After Claimant sustained a work-related injury, he settled his Longshore and Harbor Workers’ Compensation Act claim for a $104,901.54 settlement, which an administrative law judge approved. Four months later, Claimant was awarded Social Security disability benefits. When the Social Security Administration (“SSA”) calculated Claimant’s monthly disability payments it did not account for Claimant’s receipt of workers’ compensation benefits. Accordingly, the SSA advised Claimant in 2008 that his monthly Social Security disability benefits would be reduced. It took the SSA three years to reduce Claimant’s benefits. When the reductions were made, Claimant lost a significant amount of income. His Social Security payments fell from $1,357.00 to $258.50, and then to zero. Part of the reduction was used to pay the overpayment caused by the delay in reducing benefits.
Soon thereafter, Claimant filed a Chapter 7 bankruptcy. The SSA was listed as an unsecured creditor for “overpayment of benefits.” The SSA discharged an overpayment debt of $43,531.00, and it began paying Claimant benefits totaling $310.00 per month. Claimant then filed an adversary complaint against the SSA alleging that the SSA wrongfully withheld a portion of his Social Security disability benefits, in violation of procedural bankruptcy rules. The SSA asked the Southern District of Illinois to dismiss the complaint and the court obliged.
The SSA is required to reduce or offset an individual’s disability benefits when that individual’s disability also entitles them to workers’ compensation benefits. The purpose for the reduction is to prevent the receipt of duplicative benefits resulting in greater than pre-injury earnings. If a claimant receives a lump sum workers’ compensation award, the SSA treats the award as if that individual were receiving a monthly award.
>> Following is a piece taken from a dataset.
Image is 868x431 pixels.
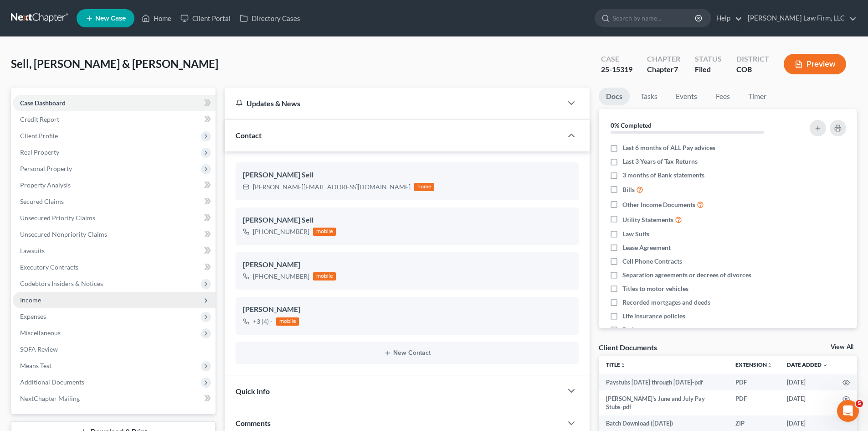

Basically, the SSA takes the total amount of the lump sum award and approximates a rate at which the award would have been paid out over time on a monthly basis. To put it a different rate, the SSA prorates the settlement award over a period of the injured worker’s life.
Here, the SSA’s actions were entirely proper. The court rejected Claimant’s argument that the SSA was not entitled to prorate a workers’ compensation settlement when an injured worker files a bankruptcy petition. Moreover the SSA actually did discharged the $43,531.00 pre-petition debt. It was not even attempting to recover that sum. Accordingly, Claimant’s complaint was dismissed.
Zimmerman v. SSA, 2013 WL 3380170 (S.D. Ill. Jul. 8, 2013).